Chabad’s mobile ‘mitzvah tanks’ have become well known on Israel’s streets for their successful activities aimed at bringing the Torah and its commandments closer to people.
This week, the tanks helped bring the spirit of Lag BaOmer to Israel’s citizens. The tanks were visible in nearly seventy centers, including neighborhoods in Jerusalem, Tel Aviv, Yehud, Lod, Herzliya, Petah Tikva, Azor, and many other cities in central Israel. The tanks, which were specially decorated and set up for Lag BaOmer, also visited the Samaria community of Nachliel and the other towns in its vicinity and then went on to southern Israel, including Netivot and Ofakim. They even had a special meeting with IDF soldiers at the IDF base in the Negev.
Chabad reported that exciting telephone calls were received in many of its offices from its various emissaries, who reported that the preparation and the effort invested in decorating the tanks for Lag BaOmer proved themselves. The colorful tanks, which played music through their loudspeakers, served as a catalyst for many children and their parents to participate in processions in honor of the divine sage, Rabbi Shimon Bar Yochai, whose holy life is commemorated on Lag BaOmer.
Many Chabad emissaries said that news of a tank's appearance in the Lag BaOmer procession brought many children and their parents to the celebrations. Rabbi Shimon Biton, a Chabad emissary in Lod, noted that his many years of experience have proven that the presence of the tank in the Lag BaOmer celebration brings with it record participation. He noted that this year, with the tank present, more people showed up than in the year when a helicopter took part in the procession.
Gearing up for the Shavuot (Pentecost) Holiday
Rabbi David Nachshon, who chairs the mitzvah tanks initiative, noted that now that Lag BaOmer has ended, his team is beginning to prepare for the holiday of Shavuot. Already this past week, he began to travel to schools throughout the country with a special workshop on the subject of receiving the Torah, the main emphasis of the holiday of Shavuot.
As part of the workshop, explained Rabbi Nachshon, students get a chance to witness in person a Torah receiving ceremony with a real Torah Ark located inside the tanks. In addition, students will learn the procedures for preparing and writing a Torah scroll. This part of the program will be integrated with a video and a meeting with a scribe. At the conclusion of the program, each student will have the opportunity to write a letter in the Torah.
Rabbi Nachshon added that many school principals choose this workshop as it offers them an opportunity to bring a mobile synagogue, located in the tanks, into their schools. This, he said, brings the ceremony of receiving the Torah to many children whose schools did not allow them to do so until now, due to lack of funds or the sometimes impossible logistics involved with the process.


• What is being asked: When counting, include every line of the data that holds "title", then state the total alone.

(Beginning of Data)

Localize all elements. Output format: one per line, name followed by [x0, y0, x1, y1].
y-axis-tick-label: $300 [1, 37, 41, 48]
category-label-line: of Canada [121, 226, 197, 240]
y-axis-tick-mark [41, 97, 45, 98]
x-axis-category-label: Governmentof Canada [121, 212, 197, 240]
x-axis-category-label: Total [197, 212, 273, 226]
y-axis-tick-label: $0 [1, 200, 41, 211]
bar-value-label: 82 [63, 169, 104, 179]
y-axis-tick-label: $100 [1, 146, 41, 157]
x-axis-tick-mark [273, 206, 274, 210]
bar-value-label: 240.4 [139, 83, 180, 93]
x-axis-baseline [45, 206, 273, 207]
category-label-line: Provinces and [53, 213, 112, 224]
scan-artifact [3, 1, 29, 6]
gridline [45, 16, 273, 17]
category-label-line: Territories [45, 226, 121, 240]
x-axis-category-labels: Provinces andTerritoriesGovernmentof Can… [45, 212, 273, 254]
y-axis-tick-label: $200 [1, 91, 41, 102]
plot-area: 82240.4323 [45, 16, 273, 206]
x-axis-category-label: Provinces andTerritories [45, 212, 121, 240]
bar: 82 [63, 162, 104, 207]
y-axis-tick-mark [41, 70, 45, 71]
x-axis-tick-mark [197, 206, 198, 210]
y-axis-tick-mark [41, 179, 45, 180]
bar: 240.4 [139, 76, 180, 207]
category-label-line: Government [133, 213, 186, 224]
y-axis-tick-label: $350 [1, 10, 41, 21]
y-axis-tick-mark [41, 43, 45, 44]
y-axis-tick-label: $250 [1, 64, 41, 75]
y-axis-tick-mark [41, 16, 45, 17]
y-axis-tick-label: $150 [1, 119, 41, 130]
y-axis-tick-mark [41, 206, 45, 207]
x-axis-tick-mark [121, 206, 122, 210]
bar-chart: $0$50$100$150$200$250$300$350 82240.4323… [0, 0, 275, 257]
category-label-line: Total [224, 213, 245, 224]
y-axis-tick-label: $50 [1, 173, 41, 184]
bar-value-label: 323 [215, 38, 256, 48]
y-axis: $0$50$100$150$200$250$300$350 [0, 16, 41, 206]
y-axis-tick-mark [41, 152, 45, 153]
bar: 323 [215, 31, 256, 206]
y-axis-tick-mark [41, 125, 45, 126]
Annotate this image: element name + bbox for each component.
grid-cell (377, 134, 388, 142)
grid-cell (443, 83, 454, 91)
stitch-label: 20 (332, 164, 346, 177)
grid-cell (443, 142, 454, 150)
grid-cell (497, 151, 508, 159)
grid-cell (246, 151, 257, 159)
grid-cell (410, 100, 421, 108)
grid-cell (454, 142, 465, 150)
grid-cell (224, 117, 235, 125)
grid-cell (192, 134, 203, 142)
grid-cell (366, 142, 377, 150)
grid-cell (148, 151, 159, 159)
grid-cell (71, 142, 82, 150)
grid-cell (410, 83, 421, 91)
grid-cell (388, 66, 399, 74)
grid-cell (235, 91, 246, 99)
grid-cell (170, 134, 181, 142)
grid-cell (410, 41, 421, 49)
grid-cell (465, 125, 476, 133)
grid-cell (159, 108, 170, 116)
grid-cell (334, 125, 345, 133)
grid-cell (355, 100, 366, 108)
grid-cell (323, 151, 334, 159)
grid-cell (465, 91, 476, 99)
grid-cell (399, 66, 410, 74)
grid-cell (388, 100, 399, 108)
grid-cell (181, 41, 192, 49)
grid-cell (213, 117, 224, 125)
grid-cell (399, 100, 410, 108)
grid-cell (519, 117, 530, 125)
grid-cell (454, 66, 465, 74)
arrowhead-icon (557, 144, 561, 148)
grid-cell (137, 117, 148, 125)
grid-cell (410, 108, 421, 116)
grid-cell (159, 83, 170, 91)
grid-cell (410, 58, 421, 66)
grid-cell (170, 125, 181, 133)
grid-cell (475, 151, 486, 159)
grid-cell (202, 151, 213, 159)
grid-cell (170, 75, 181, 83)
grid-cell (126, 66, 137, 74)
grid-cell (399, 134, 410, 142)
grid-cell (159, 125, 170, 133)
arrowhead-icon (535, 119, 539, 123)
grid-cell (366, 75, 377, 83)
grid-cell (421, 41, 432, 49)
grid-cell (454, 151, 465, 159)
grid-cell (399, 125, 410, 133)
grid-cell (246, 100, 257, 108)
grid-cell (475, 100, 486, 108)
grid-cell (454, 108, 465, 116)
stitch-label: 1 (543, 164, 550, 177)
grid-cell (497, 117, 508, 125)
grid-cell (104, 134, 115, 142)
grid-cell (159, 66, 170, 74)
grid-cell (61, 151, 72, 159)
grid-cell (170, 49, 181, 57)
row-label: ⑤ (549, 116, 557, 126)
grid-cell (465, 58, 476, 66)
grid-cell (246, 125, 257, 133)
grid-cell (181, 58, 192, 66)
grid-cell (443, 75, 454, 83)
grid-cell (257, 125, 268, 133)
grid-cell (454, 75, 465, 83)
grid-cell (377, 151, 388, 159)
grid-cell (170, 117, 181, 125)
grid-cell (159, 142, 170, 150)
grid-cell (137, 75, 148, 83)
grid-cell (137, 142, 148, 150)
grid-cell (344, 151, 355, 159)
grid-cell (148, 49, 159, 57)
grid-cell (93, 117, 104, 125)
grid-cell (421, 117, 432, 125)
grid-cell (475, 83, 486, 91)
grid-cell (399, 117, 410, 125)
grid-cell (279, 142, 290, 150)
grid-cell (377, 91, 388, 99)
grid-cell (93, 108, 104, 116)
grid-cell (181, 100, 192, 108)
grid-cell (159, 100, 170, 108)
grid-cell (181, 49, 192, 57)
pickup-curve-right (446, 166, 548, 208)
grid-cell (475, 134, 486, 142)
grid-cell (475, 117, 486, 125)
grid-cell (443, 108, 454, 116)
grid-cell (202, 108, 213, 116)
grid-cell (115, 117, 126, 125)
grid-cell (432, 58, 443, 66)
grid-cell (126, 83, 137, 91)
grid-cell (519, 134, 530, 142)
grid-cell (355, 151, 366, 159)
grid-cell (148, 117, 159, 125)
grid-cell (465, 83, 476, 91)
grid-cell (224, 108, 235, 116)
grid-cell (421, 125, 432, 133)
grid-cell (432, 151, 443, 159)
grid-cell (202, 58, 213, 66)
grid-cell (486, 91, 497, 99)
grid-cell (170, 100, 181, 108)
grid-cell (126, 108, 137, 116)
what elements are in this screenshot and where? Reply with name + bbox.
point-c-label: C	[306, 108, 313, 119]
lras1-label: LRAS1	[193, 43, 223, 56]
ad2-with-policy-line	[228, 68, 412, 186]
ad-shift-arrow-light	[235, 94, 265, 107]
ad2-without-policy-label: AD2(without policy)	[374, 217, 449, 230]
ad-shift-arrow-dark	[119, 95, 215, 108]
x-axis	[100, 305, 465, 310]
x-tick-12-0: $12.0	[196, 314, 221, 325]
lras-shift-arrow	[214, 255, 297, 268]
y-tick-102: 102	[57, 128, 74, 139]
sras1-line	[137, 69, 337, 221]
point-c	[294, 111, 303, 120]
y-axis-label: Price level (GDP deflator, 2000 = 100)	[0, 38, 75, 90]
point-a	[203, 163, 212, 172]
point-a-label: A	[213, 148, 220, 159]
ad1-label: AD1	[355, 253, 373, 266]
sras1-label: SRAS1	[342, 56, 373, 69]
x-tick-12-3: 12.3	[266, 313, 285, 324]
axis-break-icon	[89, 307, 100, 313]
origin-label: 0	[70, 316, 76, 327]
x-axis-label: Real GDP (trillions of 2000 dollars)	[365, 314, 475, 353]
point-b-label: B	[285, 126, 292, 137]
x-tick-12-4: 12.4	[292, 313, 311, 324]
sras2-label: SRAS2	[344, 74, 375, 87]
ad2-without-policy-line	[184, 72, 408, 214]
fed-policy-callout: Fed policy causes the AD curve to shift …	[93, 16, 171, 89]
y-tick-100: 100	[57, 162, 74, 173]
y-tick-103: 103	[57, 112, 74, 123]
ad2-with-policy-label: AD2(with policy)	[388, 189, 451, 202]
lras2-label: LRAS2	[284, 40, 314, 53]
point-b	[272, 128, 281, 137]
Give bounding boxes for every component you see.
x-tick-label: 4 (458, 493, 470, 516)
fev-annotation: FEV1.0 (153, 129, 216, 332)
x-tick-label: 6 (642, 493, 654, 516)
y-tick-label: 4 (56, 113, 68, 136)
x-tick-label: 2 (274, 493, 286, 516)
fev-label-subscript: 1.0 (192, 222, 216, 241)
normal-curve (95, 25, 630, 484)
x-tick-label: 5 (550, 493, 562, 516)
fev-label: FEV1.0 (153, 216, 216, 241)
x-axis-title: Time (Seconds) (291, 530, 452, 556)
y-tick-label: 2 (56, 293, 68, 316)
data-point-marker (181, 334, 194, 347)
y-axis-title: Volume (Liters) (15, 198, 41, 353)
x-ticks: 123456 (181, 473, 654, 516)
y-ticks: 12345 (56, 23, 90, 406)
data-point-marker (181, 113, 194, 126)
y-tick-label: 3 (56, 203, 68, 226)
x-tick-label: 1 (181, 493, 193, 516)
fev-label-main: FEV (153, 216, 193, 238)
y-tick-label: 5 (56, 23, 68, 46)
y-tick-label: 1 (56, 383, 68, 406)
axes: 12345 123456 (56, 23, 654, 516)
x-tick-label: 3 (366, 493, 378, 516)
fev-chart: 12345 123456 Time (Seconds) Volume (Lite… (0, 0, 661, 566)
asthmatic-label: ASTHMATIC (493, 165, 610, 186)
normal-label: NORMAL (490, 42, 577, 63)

(End of Data)
(Beginning of Data)

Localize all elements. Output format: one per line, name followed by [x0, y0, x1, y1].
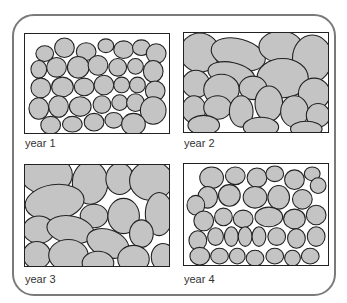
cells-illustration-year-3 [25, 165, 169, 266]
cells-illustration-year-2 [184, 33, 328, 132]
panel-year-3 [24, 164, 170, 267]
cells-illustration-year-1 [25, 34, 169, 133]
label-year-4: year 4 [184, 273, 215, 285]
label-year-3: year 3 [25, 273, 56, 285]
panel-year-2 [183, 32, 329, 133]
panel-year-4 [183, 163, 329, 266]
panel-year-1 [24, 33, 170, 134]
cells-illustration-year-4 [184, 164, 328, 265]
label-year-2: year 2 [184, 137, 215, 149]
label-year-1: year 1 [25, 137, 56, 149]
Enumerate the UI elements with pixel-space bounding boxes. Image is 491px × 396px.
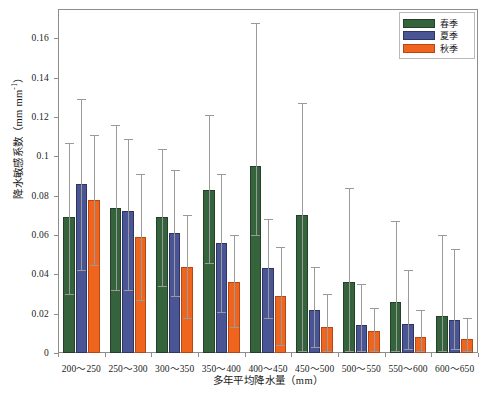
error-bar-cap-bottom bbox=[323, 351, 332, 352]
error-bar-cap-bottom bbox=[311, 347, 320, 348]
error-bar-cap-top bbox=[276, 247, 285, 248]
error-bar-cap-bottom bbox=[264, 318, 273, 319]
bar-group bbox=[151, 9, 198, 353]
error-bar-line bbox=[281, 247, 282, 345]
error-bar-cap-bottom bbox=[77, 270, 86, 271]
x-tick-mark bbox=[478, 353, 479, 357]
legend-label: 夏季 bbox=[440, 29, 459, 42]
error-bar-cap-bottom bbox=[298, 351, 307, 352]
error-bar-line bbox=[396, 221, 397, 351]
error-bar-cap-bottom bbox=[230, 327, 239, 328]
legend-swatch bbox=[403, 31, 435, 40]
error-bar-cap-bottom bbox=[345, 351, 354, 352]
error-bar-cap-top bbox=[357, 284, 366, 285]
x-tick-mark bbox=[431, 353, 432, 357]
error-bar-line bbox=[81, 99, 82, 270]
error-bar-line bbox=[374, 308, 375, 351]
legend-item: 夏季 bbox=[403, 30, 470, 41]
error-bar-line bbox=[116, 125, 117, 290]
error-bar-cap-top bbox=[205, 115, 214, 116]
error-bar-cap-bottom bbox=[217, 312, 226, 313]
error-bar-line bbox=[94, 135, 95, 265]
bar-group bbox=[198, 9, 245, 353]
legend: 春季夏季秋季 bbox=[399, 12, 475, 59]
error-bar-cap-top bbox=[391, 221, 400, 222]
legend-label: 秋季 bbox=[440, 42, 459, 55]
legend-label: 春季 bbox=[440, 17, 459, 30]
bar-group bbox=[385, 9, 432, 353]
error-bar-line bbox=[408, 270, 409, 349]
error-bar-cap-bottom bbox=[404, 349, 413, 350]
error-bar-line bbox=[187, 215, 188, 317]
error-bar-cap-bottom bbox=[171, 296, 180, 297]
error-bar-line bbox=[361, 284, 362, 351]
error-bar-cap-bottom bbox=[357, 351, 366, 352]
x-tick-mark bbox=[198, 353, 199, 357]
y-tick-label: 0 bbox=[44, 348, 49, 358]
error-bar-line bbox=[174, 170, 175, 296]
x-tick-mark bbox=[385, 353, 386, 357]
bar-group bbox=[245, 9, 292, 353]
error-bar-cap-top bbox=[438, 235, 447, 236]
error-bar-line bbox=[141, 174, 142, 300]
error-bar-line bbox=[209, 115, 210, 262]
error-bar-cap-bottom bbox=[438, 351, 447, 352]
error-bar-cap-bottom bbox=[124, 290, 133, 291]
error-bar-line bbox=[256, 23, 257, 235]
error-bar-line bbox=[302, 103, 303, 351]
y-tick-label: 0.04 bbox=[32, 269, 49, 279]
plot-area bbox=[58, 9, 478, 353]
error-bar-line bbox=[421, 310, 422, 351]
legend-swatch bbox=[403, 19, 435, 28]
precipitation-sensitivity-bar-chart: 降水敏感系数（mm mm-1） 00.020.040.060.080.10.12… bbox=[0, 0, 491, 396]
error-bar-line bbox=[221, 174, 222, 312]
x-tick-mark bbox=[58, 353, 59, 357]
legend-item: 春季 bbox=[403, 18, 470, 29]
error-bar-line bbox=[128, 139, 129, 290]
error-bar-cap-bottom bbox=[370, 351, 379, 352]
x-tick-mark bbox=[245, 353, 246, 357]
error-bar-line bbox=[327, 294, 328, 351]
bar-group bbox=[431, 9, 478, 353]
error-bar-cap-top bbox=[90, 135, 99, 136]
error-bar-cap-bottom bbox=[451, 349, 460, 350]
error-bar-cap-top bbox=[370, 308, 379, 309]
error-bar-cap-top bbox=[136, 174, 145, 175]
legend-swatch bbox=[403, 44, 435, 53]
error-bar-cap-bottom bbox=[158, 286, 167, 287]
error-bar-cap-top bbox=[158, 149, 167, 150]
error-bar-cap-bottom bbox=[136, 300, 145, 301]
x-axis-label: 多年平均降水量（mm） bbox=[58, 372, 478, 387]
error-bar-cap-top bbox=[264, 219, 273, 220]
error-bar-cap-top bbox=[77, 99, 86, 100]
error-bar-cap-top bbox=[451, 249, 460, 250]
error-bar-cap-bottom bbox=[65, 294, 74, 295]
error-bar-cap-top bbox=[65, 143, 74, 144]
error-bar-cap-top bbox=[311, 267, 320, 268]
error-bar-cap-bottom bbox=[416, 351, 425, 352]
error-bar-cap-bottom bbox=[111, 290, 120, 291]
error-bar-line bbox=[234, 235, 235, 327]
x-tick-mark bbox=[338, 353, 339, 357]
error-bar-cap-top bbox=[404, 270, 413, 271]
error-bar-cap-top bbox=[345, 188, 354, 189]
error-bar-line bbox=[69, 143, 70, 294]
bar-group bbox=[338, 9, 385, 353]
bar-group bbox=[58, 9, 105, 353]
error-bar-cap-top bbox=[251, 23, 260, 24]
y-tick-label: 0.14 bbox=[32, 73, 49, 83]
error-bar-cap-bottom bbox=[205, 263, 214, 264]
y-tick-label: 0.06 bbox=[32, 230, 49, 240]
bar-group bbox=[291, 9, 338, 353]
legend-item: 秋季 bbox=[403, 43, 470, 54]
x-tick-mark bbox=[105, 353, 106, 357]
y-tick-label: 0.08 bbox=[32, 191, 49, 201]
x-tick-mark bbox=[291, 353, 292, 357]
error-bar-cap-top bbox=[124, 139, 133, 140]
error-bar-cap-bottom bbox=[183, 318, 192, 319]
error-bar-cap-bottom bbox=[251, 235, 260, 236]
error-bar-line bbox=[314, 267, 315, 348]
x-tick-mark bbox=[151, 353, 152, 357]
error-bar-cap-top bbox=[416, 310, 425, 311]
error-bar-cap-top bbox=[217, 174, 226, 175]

(End of Data)
(Beginning of Data)

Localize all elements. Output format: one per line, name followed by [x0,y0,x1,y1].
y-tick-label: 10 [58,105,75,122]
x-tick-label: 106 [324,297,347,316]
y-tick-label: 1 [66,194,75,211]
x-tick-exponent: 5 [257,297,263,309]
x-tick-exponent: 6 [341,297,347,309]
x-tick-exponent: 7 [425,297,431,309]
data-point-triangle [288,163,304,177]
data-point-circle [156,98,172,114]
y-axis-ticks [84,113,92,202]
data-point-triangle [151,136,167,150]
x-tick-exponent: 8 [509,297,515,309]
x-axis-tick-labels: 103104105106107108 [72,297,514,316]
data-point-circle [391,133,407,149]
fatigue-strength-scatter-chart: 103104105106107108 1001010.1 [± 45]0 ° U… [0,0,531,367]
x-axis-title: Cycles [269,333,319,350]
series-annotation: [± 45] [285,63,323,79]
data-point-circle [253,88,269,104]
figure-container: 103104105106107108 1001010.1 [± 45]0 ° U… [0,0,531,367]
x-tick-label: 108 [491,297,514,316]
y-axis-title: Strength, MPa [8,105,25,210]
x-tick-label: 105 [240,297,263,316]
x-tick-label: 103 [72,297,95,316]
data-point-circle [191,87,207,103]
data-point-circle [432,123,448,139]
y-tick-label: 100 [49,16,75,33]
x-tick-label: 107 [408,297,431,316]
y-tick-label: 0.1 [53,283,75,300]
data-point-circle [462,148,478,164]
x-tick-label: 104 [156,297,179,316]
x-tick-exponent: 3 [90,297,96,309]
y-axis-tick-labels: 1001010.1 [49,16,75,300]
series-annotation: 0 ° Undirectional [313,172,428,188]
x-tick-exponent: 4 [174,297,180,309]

(End of Data)

• Answer box: 4